TARYN MEINHOLZ One of the Townsend children waits in a window for Kelsey Townsend’s return after she was released from the hospital.
 ?? MARK HOFFMAN / MILWAUKEE JOURNAL SENTINEL ?? Payton Townsend holds some inspiratio­nal artwork made while her mother was critically ill with COVID-19. She is shown with siblings Beau, 5, and Faith, 1½, at their home in Poynette.

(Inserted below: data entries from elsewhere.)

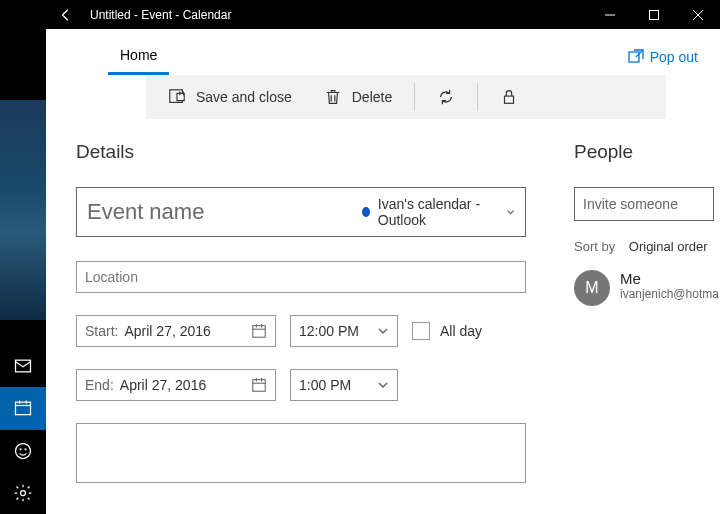 Image resolution: width=720 pixels, height=514 pixels. I want to click on location-box, so click(301, 277).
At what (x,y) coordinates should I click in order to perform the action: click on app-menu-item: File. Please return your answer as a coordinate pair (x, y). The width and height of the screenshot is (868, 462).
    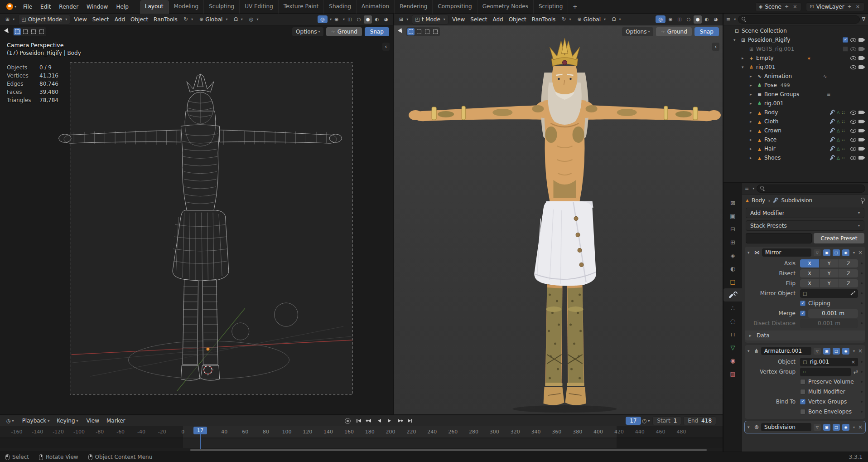
    Looking at the image, I should click on (28, 7).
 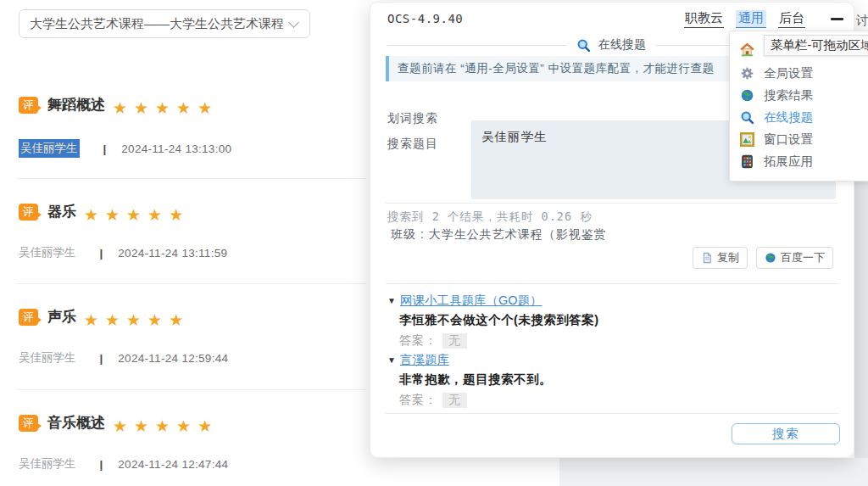 I want to click on menu-item-window-settings: 窗口设置, so click(x=798, y=139).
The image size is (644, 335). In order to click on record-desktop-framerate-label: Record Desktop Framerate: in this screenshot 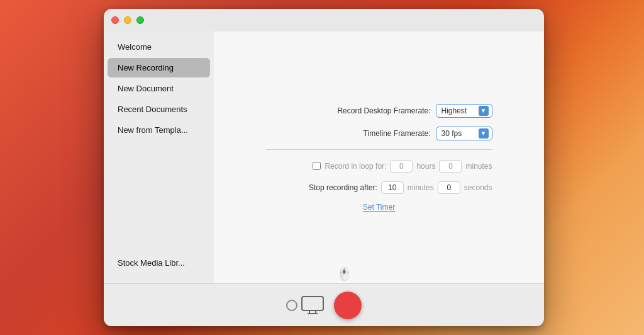, I will do `click(384, 111)`.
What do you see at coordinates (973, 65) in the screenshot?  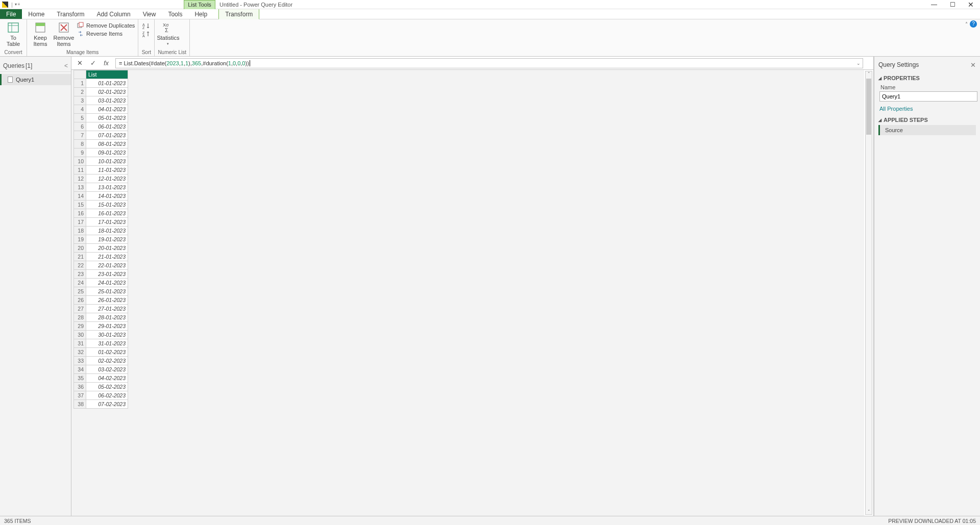 I see `close-settings-button: ✕` at bounding box center [973, 65].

MARK HOFFMAN / MILWAUKEE JOURNAL SENTINEL Payton Townsend holds some inspiratio­nal artwork made while her mother was critically ill with COVID-19. She is shown with siblings Beau, 5, and Faith, 1½, at their home in Poynette.
 ?? TARYN MEINHOLZ ?? Lucy Kyu meets her mother, Kelsey Townsend.
TARYN MEINHOLZ Lucy Kyu meets her mother, Kelsey Townsend.
 ?? MARK HOFFMAN / MILWAUKEE JOURNAL SENTINEL ?? Derek Townsend holds Lucy Kyu at their home March 12 in Poynette.
MARK HOFFMAN / MILWAUKEE JOURNAL SENTINEL Derek Townsend holds Lucy Kyu at their home March 12 in Poynette.